Direkte monetere beheermaatreels, daarenteen, het 'n ongunstige uitwerking op die
bestuur van risikos deur banke.
Die raamwerk waarbinne bankregulering ontleed en vergelyk word, bestaan uit drie
kategoriee, naamlik voorkomende regulering, beskermende regulering en monetere
vereistes.
Voorkomende regulering is daarop gemik om die risikos waaraan banke blootgestel
is te bestuur. Sodanige regulering verwys na toelatingsvereistes, beperkings op
sekere sake-aktiwiteite, die openbaarmaking van risiko-verwante inligting, die
toereikendheid van kapitaalhulpbronne, beperkings ten opsigte van baterisikos en
voldoende likiditeit.
Beskermende regulering is gemoeid met die beskerming van deposante en bestaan
uit krisisbeheermaatreels en depositoversekeringskemas.
Direkte (en gevolglik ontoepaslike) monetere vereistes bestaan uit veranderlike
reserwebatevereistes, asook rentekoers- en kredietbeheermaatreels.
Die bankstelsels van Suid Afrika, die Verenigde Koningkryk en Duitsland is gekies vir
'n vergelykende analise van finansiele regulering.
Die finansiele markte in Londen is hoogs ontwikkeld en 'n groat verskeidenheid en
aantal banke word op 'n pragmatiese wyse deur die Bank of England gereguleer. In
direkte teenstelling daarmee word die Duitse banke, wat hul binnelandse finansiele
markte domineer, onderwerp aan 'n streng formele toesighoudingstelsel. Die SuidAfrikaanse
finansiele stelsel bevat elemente van beide bogenoemde stelsels, by
wyse van 'n moderne banksektor, wat funksioneer in goed ontwikkelde finansiele
markte en gereguleer word ooreenkomstig gevorderde risikobestuursbeginsels.

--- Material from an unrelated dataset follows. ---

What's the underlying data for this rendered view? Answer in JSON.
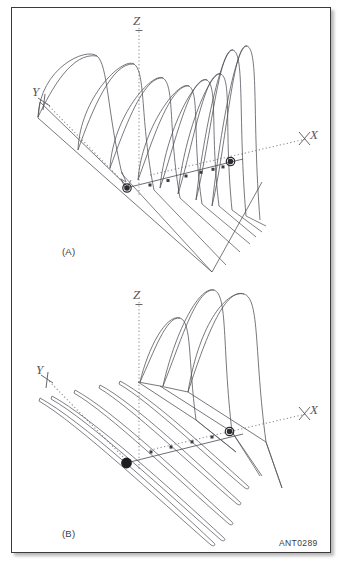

Die analise van voorkomende en beskermende regulering in die drie finansiele
stelsels, bevestig dat bankregulering inderdaad afgestem is op die regulering van finansiele risikos. Die pogings van die Bank van lnternasiona~e Vereffeninge om die
regulasies in finansiele stelsels internasionaal met mekaar in orreenstemming te
bring het wesenlik hiertoe bygedra. Die vermyding van direkte monetere vereistes
dui verder daarop dat toesighoudende owerhede bewus is van die nadele van
sodanige regulering.
'n Aantal aanbevelings word gemaak, naamlik: meer omvattende regulering ten
einde ander finansiele instellings wat ook finansiele risikos bestuur, te dek; verdere
verslappings van valutabeheermaatreels wat tans die bestuur van wisselkoersrisiko
beperk; die totstandkoming van 'n formele depositoversekeringstelsel; 'n groter mate
van gekonsolideerde toesighouding; verdere deregulering in gevalle waar regulasies
vanuit 'n risikobestuursoogpunt nie wenslik is nie; en her-regulering in die mate
waartoe die risikobestuurspraktyke meer effektief gereguleer kan word.